Delphi has written a few papers on brake caliper components; surprisingly the design is still a lot of trial and error, so papers like this, where they create a computer model and compare results to measurements from a vehicle, are still fairly leading-edge.
The paper uses multiple braking events during a mountain descent with periodic cooling periods as the simulated case. Design targets are to keep the brake fluid below 140C, which is when wet brake fluid may boil. They point out it may not boil while driving, but up to 10 minutes after stopping, due to heat soak back into the caliper body.
In this paper, front wheel braking power is 7 times that of rear wheel braking. (Don't take the number of 7 as gospel, but it points out that the fronts do most of the work.)
Figure 8 shows measured temperatures; disc at 475C, pad surface at 475C, caliper bridge peaks at 150C, brake fluid at 120C. The fluid temp hits it's peak after the vehicle is stopped. These are with a cast iron caliper and semi-metallic pad. The computer model predicts well, as Figure 9 shows.
First simulation (figure 10) is to change to an aluminum caliper. Now the caliper bridge peaks at 200C and the brake fluid at 160C. The higher heat transfer rate of aluminum over cast iron pulls heat into the fluid, and this would predict a fluid boiling situation.

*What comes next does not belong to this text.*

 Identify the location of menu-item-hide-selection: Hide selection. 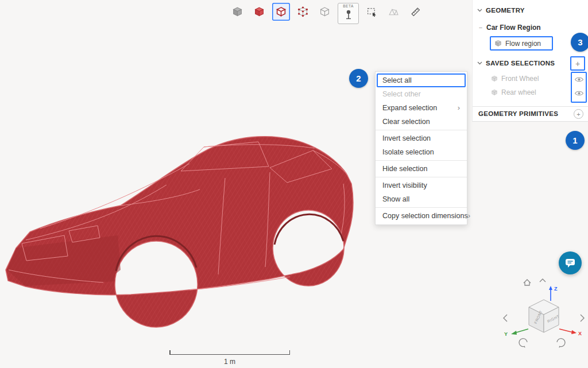
(421, 169).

Second simulation (figure 11) is to keep the aluminum caliper and change to non-asbestos pads. Non-asbestos pads have much lower heat transfer rates, so the disc surface temperature rises to 525C, the pads surface to 500C, but the caliper bridge to only 110C, and keeps the fluid below 100C.

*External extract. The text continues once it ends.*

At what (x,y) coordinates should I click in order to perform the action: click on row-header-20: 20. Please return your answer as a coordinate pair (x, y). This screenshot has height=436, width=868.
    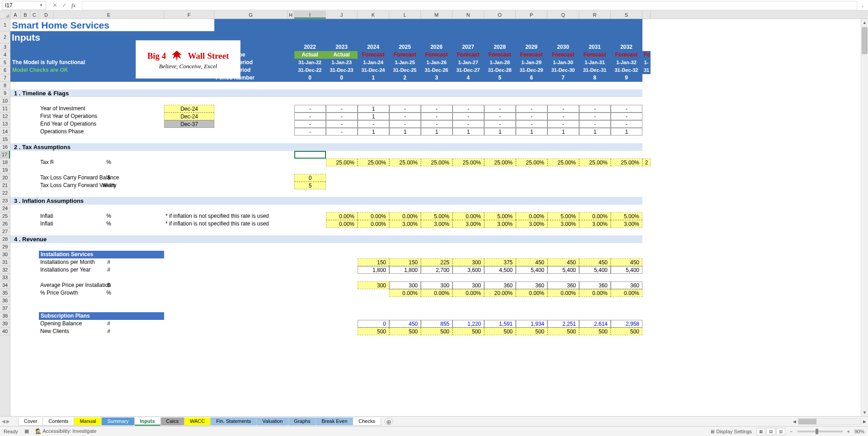
    Looking at the image, I should click on (5, 178).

Third simulation (figure 12) is with 2/3 worn down non-asbestos pads. Now the pads conduct more heat, so the disc peaks at 500C, the pads surface at 425C, the caliper at 175C, and the fluid at 150C.
Summary: Use of aluminum calipers will cause higher brake fluid temperatures than with cast iron calipers. Use of non-asbestos pads will produce much lower brake fluid temperatures compared to semi-metallic pads. Worn down pads will allow higher brake fluid temperatures than new pads. Soak-back may boil fluid even after stopping.
What did we get out of this? (1) We're not going to change aluminum calipers back to cast iron, I know. (2) Cool down laps are important. (3) When you shop for pads, maybe the right question is how good of a heat barrier (insulator) are they rather than how much heat can they physically tolerate. Sometimes pads are "rated" as to what temperature they operate best at, which is important, but how much of that heat they transfer is also important. If you had two pads that "work" at 500C, you'd want the one with a lower heat transfer coefficient. (4) Another thing is that worn pads will transfer more heat into the caliper and brake fluid. Some of you knew this from experience, some of us found out by accident, maybe some actually blamed the pads as being no good. But pads that are 2/3 worn should probably be retired from track use.